As the European Commission considers reimposing slot usage requirements, airlines have resumed efforts to lobby against any attempt to reinstate even a portion of the so-called “80-20 use it or lose it” rule on the continent and similar regulations worldwide. The rule, which before the pandemic required airlines to use at least 80 percent of their slots or risk losing them to competitors, remains lifted for the time being as a way to protect hub carriers' networks amid Covid-19 travel restrictions. However, the EC now has begun considering partially restoring the rule with a 60 percent use threshold for the winter season.
International Air Transport Association figures show that cross-border traffic measured as a percentage of 2019 levels has shown no improvement since October 2020. In fact, forward bookings in Europe reflect even lower demand for travel this winter than in the same period last year, underscoring the continued need for slot rule waivers. More than 60 percent of international flights operate from Level 3 slot-controlled airports, forming what IATA senior manager of worldwide airport slots Dimiter Zahariev called the backbone of international connectivity and networks.
“Those hub networks rely on precise slot times at those airports,” said Zahariev. “Our forecast is that international traffic may only recover to 32 percent of 2019 levels in the second half of 2021. And that is the important point here: that Level 3 airports play a very significant [role in] the recovery.”
In the UK, regulators in February eased that country’s 80-20 rule for the summer season to the great relief of airlines such as Virgin Atlantic, a strictly international hub carrier with no domestic traffic on which it can rely to help offset its severe service cuts during the pandemic. As in the EU, authorities in the UK have begun weighing options for the winter season.
Virgin Atlantic vice president of networks, alliances, and commercial planning Rikke Christensen recounted her airline’s “drastic steps” starting in the spring of 2020 to consolidate into just two hubs—London Heathrow and Manchester—and reduce staffing to 47 percent of 2019 levels. From April 10 to July 20 of last year, Virgin Atlantic operated no passenger flights, relying solely on a shift to cargo flying.
“We had to rebuild our entire operation to serve cargo-only routes with passenger aircraft,” she said. “We have been flying over 4,000 cargo-only routes and from the passenger side, when we restarted it, we had to really closely monitor to see where the demand is and try to actively find opportunities.”
Virgin needed to show considerable agility, a trait on which it had to rely to address the multitude of varying border restrictions around the world. The slot usage rule would have hindered the airline’s flexibility at a time it could least afford to do so, and force it to fly routes with no passengers aboard simply to maintain its slot rights, she explained.
“While we are still in this world where there are so many restrictions, so flexibility is actually needed, and we should not talk about removing flexibility before we see the restrictions being moved, because that's the reason that the flexibility is needed,” added Christensen.
“We also don’t know now what is coming in the winter season, and there will be regional differences in the recovery. There could be regions where you have had cargo-only demand that suddenly is no longer viable and passenger demand might not come back because of restrictions. So we are absolutely not in a world right now where we can say that, that we know exactly what to plan…and so full flexibility is absolutely needed.”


— Work to be completed —
Each line of the records has to be copied exactly, though the pictures must be left out.

START Input records

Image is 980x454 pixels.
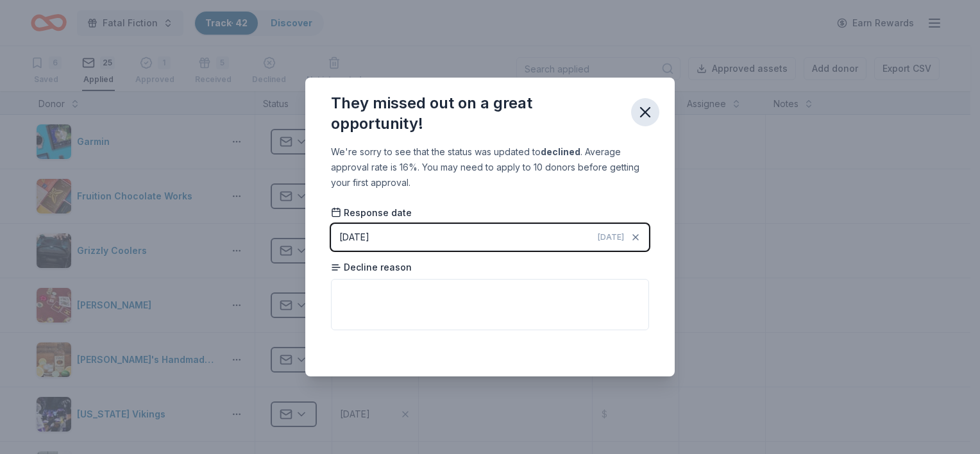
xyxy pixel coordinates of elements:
[331,93,621,134] div: They missed out on a great opportunity!
[331,224,649,251] button: [DATE][DATE]
[339,229,370,245] div: [DATE]
[331,207,411,220] span: Response date
[331,261,411,274] span: Decline reason
[598,232,624,242] span: [DATE]
[541,146,581,157] b: declined
[331,144,649,190] div: We're sorry to see that the status was updated to . Average approval rate is 16%. You may need to...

END Input records

— Written response —
Image is 980x454 pixels.
xyxy pixel coordinates of elements:
[331,93,621,134] div: They missed out on a great opportunity!
[331,224,649,251] button: [DATE][DATE]
[339,229,370,245] div: [DATE]
[331,207,411,220] span: Response date
[331,261,411,274] span: Decline reason
[598,232,624,242] span: [DATE]
[541,146,581,157] b: declined
[331,144,649,190] div: We're sorry to see that the status was updated to . Average approval rate is 16%. You may need to...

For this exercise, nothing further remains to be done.